Even today, there are about 30 states in the U.S. that don’t explicitly prohibit discrimination on the basis of sexual orientation and gender identity. And the question of whether federal law – Title VII of the Civil Rights Act of 1964 – prohibits employers from discriminating on the basis of sexual orientation or gender identity is actually before the U.S. Supreme Court right now.
How did some of the earliest activists bring attention to the issue of LGBTQ rights in the workplace?
They simply didn’t have the resources or people power to try to pressure large numbers of big companies, so they had to pick and choose which companies to target. Groups like the Gay and Lesbian Task Force, as it was then known, sent out a bunch of letters asking corporations about their treatment of sexual minorities.
The vast number of corporations refused to answer. But then you had some that replied by saying, in effect, “We do discriminate, and we don’t think there’s anything wrong with that. We don’t think our employees or our customers want to interact with openly gay people.”
Pacific Bell was one of the companies that wrote back saying, essentially, “We discriminate against gay people and we’re proud about that.” And so they became, not surprisingly, one of the first targets of LGBTQ activism aimed at large corporations. There were street demonstrations, meetings with San Francisco officials, letter-writing campaigns – all targeting Pacific Bell for its overt homophobia
The activism worked. By the mid-1980s, Pacific Bell was on its way to becoming a model corporate citizen on LGBTQ rights issues, in particular when it came to how it responded to the AIDS epidemic.
That’s a pattern you note with a few other companies – how activists targeted some of the most outwardly homophobic companies, and, within a few years, they became some of the most visible allies.
Large companies spend millions of dollars marketing their brands. Anything that potentially tarnishes those brands, they pay attention to.
And activists made enough noise and got enough attention that executives made, in some ways, rational business decisions. They realized the negative publicity wasn’t good for their bottom line.
But I think, as the activism continued, executives were also persuaded that supporting LGBTQ equality was the right thing to do. They came to accept the basic argument that their LGTBTQ employees were of equal merit and of equal worth as their heterosexual employees.
Now, this didn’t happen overnight. And it didn’t happen, by any means, at all companies.
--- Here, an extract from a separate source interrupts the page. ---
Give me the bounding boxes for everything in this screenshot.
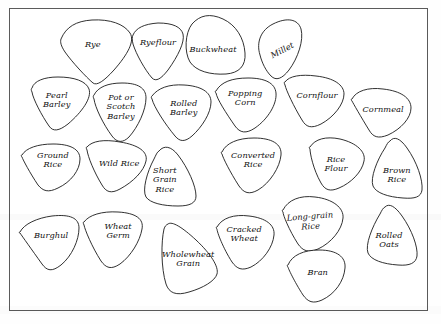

But it’s a trend that starts in the early 1970s and, as the activism grows, becomes more pronounced as the decades went on.
Why did activists target corporations instead of politicians?
Back in the 1970s and 1980s, it was extremely difficult to persuade a majority of legislators and voters to support LGBTQ civil rights laws. You simply don’t have to convince as many people when you are trying to persuade a company to adopt LGBTQ-friendly policies. All that it really takes is persuading a handful of top executives.
I think market forces also played an important role. First, by the time we get to the late 1980s and early 1990s, progressive consumers are starting to want to spend their dollars on goods and services provided by companies that reflect their values.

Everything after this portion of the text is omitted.